The expected result is the full set of records, copied precisely, with images dropped.

**** Data extracts ****

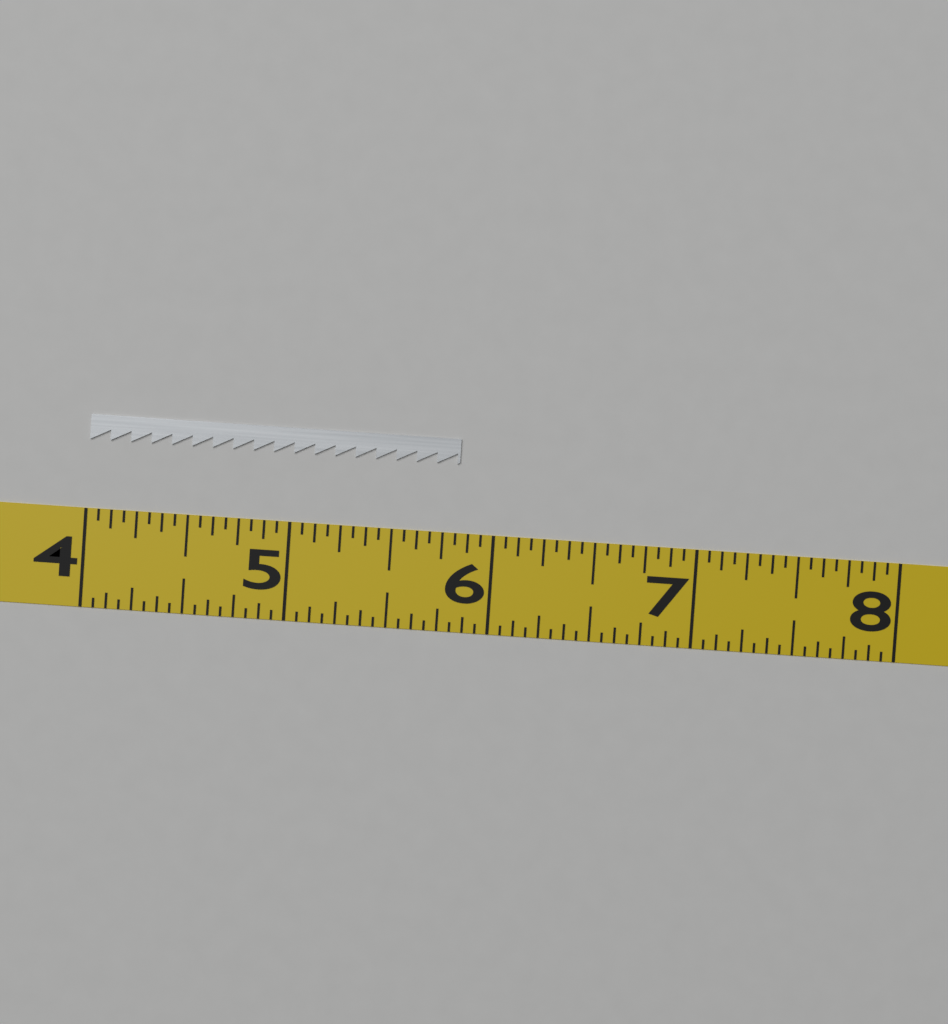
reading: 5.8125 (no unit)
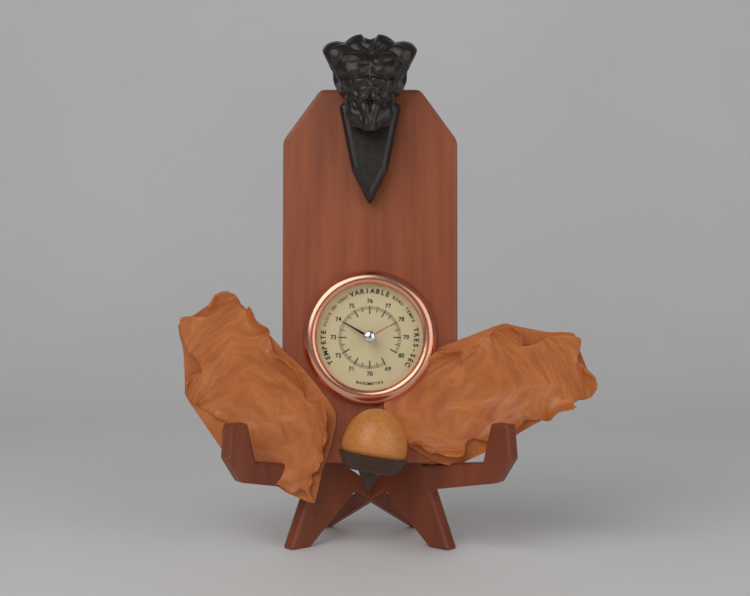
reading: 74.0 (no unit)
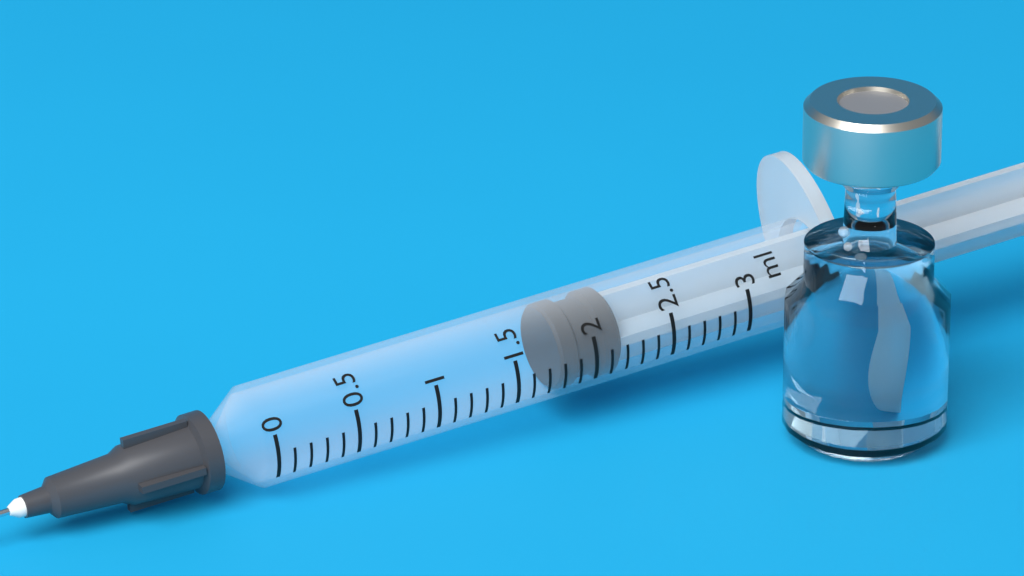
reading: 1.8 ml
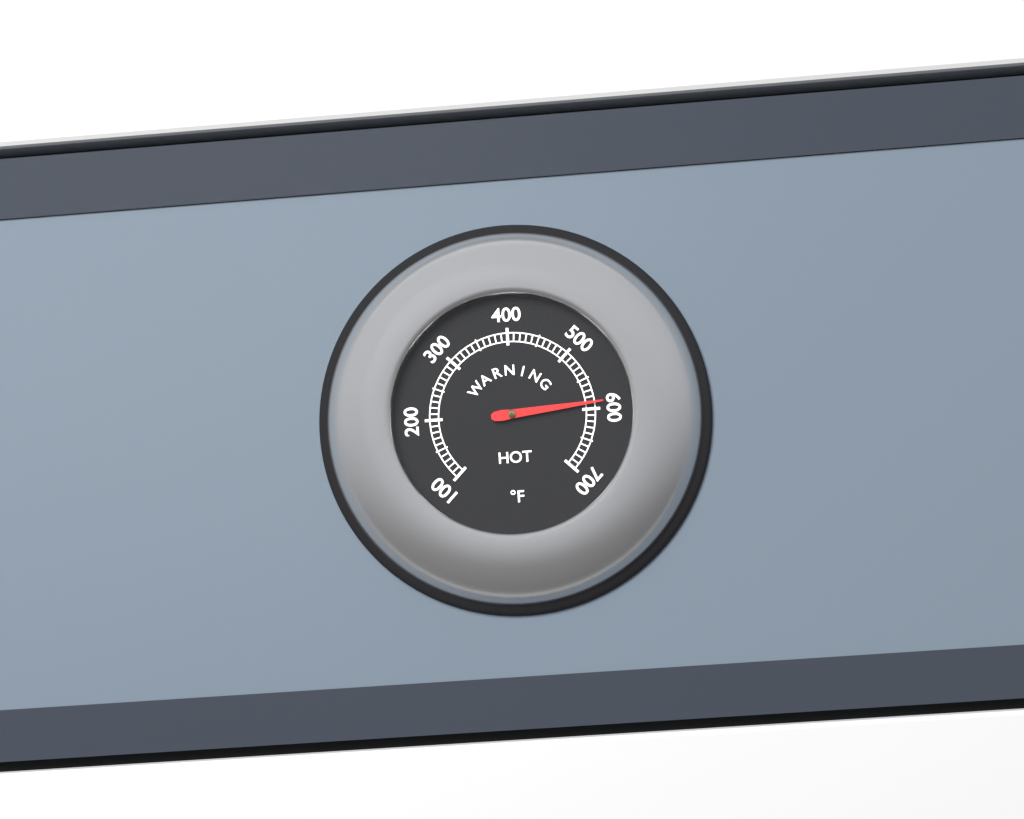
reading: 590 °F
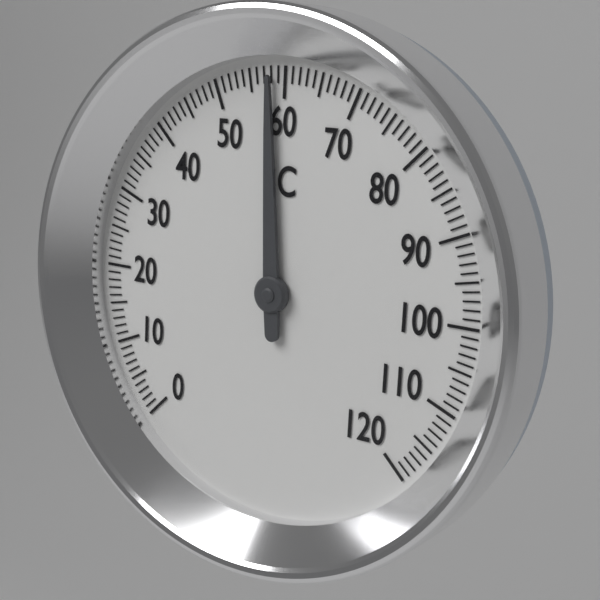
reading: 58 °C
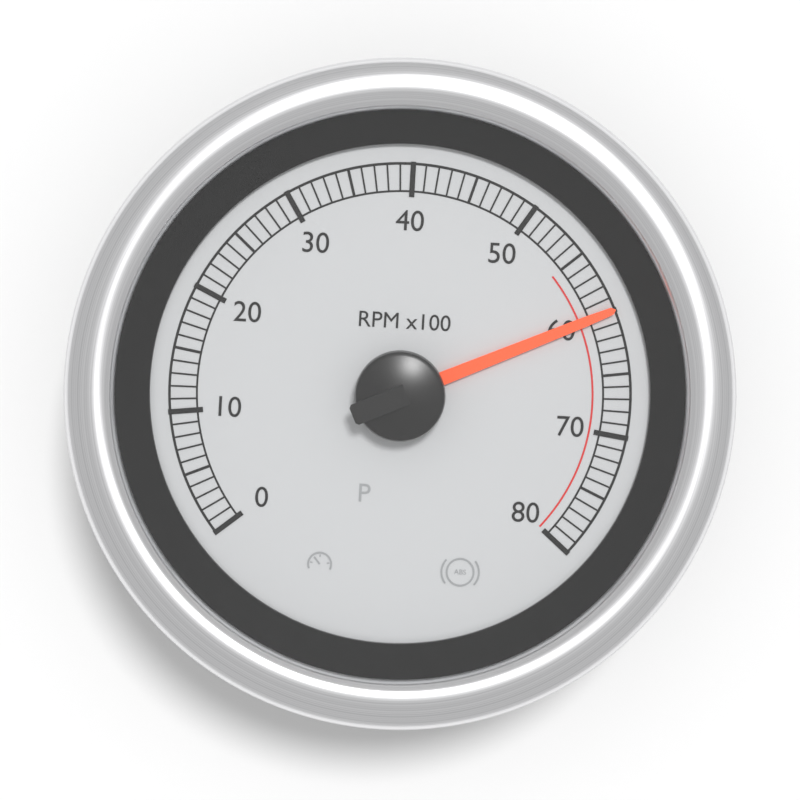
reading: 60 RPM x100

****

### [The answer]
reading: 5.8125 (no unit)
reading: 74.0 (no unit)
reading: 1.8 ml
reading: 590 °F
reading: 58 °C
reading: 60 RPM x100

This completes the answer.